Global opinion of the U.S. nosedived in most countries during Trump's presidency — particularly among Washington's traditional allies — according to regular surveys by the Pew Research Center, a Washington think tank.

Since Biden was elected, there has been "a dramatic shift in America's international image," Pew said Thursday, with public opinion of both Biden and the U.S. rebounding in a dozen key countries since he took office.

Most European leaders are doubtless relieved to see the back of Trump and his caustic approach, and they have welcomed Biden's enthusiastic multilateralism. But they will still be wary. A big reason is that Europe's powers appear more reluctant than Biden to take a hard line on China.

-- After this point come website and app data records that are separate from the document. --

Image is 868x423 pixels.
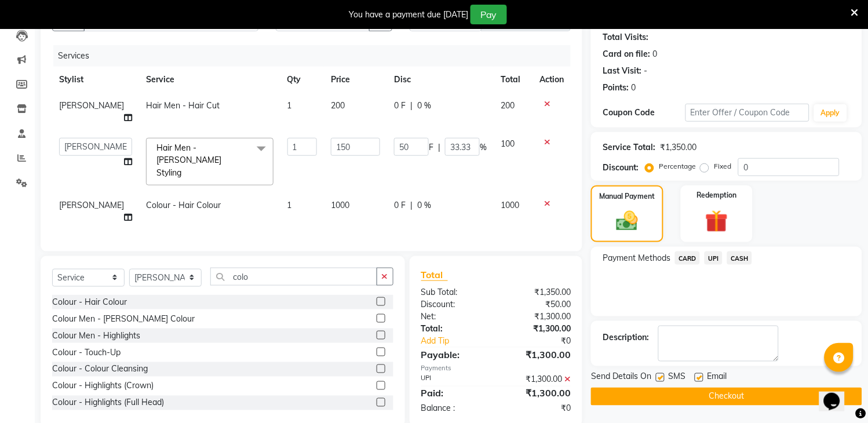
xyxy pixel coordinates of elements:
img: _gift.svg [698,208,735,236]
th: Action [532,66,571,92]
div: Card on file: [603,48,650,60]
div: Total Visits: [603,31,648,44]
div: Net: [413,311,496,323]
label: Percentage [659,161,696,172]
div: Colour Men - [PERSON_NAME] Colour [52,313,195,325]
button: Checkout [591,388,862,406]
span: CASH [727,251,752,265]
div: Services [53,45,579,66]
span: SMS [668,371,686,386]
div: Coupon Code [603,106,686,119]
div: ₹1,300.00 [496,323,579,335]
span: 200 [331,100,345,111]
span: [PERSON_NAME] [59,200,124,210]
label: Fixed [714,161,731,172]
span: 1 [287,100,292,111]
div: Service Total: [603,141,655,154]
div: Total: [413,323,496,335]
div: Last Visit: [603,65,641,77]
th: Disc [387,66,494,92]
span: 100 [501,139,515,149]
span: | [438,141,441,154]
th: Total [494,66,532,92]
div: Colour - Touch-Up [52,346,120,359]
th: Stylist [52,66,139,92]
span: 200 [501,100,515,111]
iframe: chat widget [819,377,857,412]
span: | [410,99,413,112]
div: ₹1,300.00 [496,348,579,362]
span: Hair Men - Hair Cut [146,100,220,111]
span: Hair Men - [PERSON_NAME] Styling [156,142,222,178]
div: ₹1,300.00 [496,386,579,400]
span: 0 % [417,99,431,112]
span: 0 F [394,99,406,112]
span: 1000 [501,200,519,210]
a: Add Tip [413,335,510,347]
div: ₹1,350.00 [496,286,579,298]
div: ₹1,300.00 [496,311,579,323]
th: Qty [280,66,325,92]
button: Apply [814,104,847,122]
div: UPI [413,374,496,386]
span: F [429,141,434,154]
label: Redemption [696,190,736,201]
span: 0 F [394,199,406,212]
span: Email [707,371,727,386]
span: Colour - Hair Colour [146,200,221,210]
div: Colour Men - Highlights [52,330,140,342]
img: _cash.svg [610,208,645,234]
span: 1000 [331,200,349,210]
span: 1 [287,200,292,210]
div: Description: [603,332,649,344]
span: Send Details On [591,371,651,386]
div: You have a payment due [DATE] [349,9,469,21]
div: Points: [603,82,629,94]
div: Paid: [413,386,496,400]
div: - [644,65,647,77]
div: Colour - Highlights (Crown) [52,380,154,393]
span: % [480,141,487,154]
div: Balance : [413,403,496,415]
span: UPI [705,251,722,265]
span: Total [421,269,448,281]
div: Colour - Highlights (Full Head) [52,397,164,409]
div: Discount: [603,161,639,174]
span: 0 % [417,199,431,212]
input: Search or Scan [210,268,377,286]
div: 0 [631,82,636,94]
div: Discount: [413,298,496,311]
div: ₹50.00 [496,298,579,311]
span: Payment Methods [603,252,670,264]
span: | [410,199,413,212]
div: 0 [653,48,657,60]
div: Sub Total: [413,286,496,298]
th: Price [324,66,387,92]
div: Colour - Colour Cleansing [52,363,148,376]
button: Pay [470,4,507,24]
span: [PERSON_NAME] [59,100,124,111]
div: ₹0 [496,403,579,415]
th: Service [139,66,280,92]
input: Enter Offer / Coupon Code [686,104,810,122]
div: Colour - Hair Colour [52,296,127,308]
a: x [181,168,187,178]
label: Manual Payment [600,191,655,202]
div: Payments [421,364,571,374]
div: ₹1,350.00 [660,141,696,154]
span: CARD [675,251,700,265]
div: ₹0 [510,335,579,347]
div: Payable: [413,348,496,362]
div: ₹1,300.00 [496,374,579,386]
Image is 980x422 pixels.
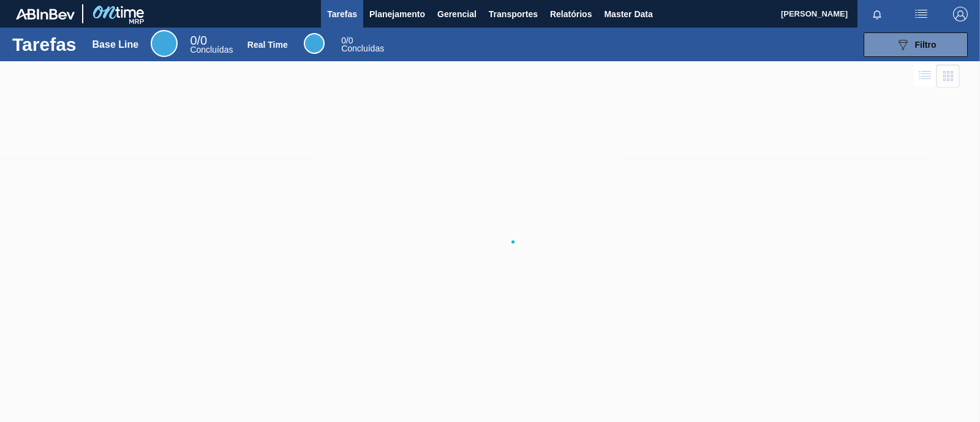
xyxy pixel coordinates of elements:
h1: Tarefas [12,37,77,51]
img: TNhmsLtSVTkK8tSr43FrP2fwEKptu5GPRR3wAAAABJRU5ErkJggg== [16,9,75,19]
span: Concluídas [190,45,233,54]
span: Master Data [604,7,652,22]
button: Notificações [857,5,897,22]
span: Transportes [488,7,538,22]
div: Base Line [151,30,178,57]
img: userActions [914,7,929,22]
span: Planejamento [370,7,425,22]
span: / 0 [190,33,207,47]
div: Base Line [190,36,233,54]
span: Filtro [916,40,937,50]
button: Filtro [864,33,968,57]
span: / 0 [341,36,353,45]
span: 0 [190,33,196,47]
img: Logout [953,7,968,22]
div: Real Time [341,36,384,53]
span: Concluídas [341,43,384,54]
div: Real Time [304,33,325,54]
span: 0 [341,36,346,45]
div: Real Time [248,40,288,50]
span: Gerencial [437,7,477,22]
div: Base Line [92,39,139,50]
span: Tarefas [327,7,357,22]
span: Relatórios [550,7,592,22]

The European Union halted a huge investment deal with Beijing in response to allegations of human rights abuses in the western province of Xinjiang, which China denies. But many see the confrontational approach of "all together against China" as "counterproductive," French President Emmanuel Macron said in a speech in February.

Even though the investment deal was paused, economic ties run deep. China remains Germany's largest export market, for example.

Some European officials are also cautious about throwing their weight behind Biden when they fear he could be easily replaced by Trump, or someone like him, in 2024.

Others question whether Biden's democratic call to arms is a friendly invitation or more a directive with strings attached.

Image: Joe Biden and Vladimir Putin in March 2011
Joe Biden, then the vice president, met with Vladimir Putin, then the Russian prime minister, in Moscow in March 2011.Alexander Natruskin / Reuters

Europe's economic clout has faded in recent years as the G-7's share of the global economy has plummeted from 80 percent when it was founded to 40 percent today. Many experts here say Europe is becoming ever more the junior partner in the trans-Atlantic relationship.

Some saw evidence of this imbalance when, with little warning, Biden backed waiving intellectual property rights for vaccines this year. It was awkward when German Chancellor Angela Merkel came out against the move.

European experts know that "the U.S.'s strategic focus is not on Europe at all — it's on the bigger, much more complicated game going on with China," said Pothier, who is now a consulting senior fellow at the International Institute for Strategic Studies, a London think tank.

Covid-19 looms large

"I think it's no exaggeration to say that Friday's G-7 is a life-and-death matter," former British Prime Minister Gordon Brown said this week at an event hosted by Chatham House. "Its decision will determine who is vaccinated and safe and who remains unvaccinated and at risk of dying."

Having vaccinated large chunks of their own populations, Biden and some of his allies have promised to start donating millions of doses abroad.

Brown is among those who fear that, while the G-7 is likely to make progress on vaccine donations, it won't go far enough, allowing China and Russia to vigorously promote their policy of vaccine diplomacy.

"After a year when international cooperation failed dismally, we are at a turning point — where history may turn, or it may not," Brown said.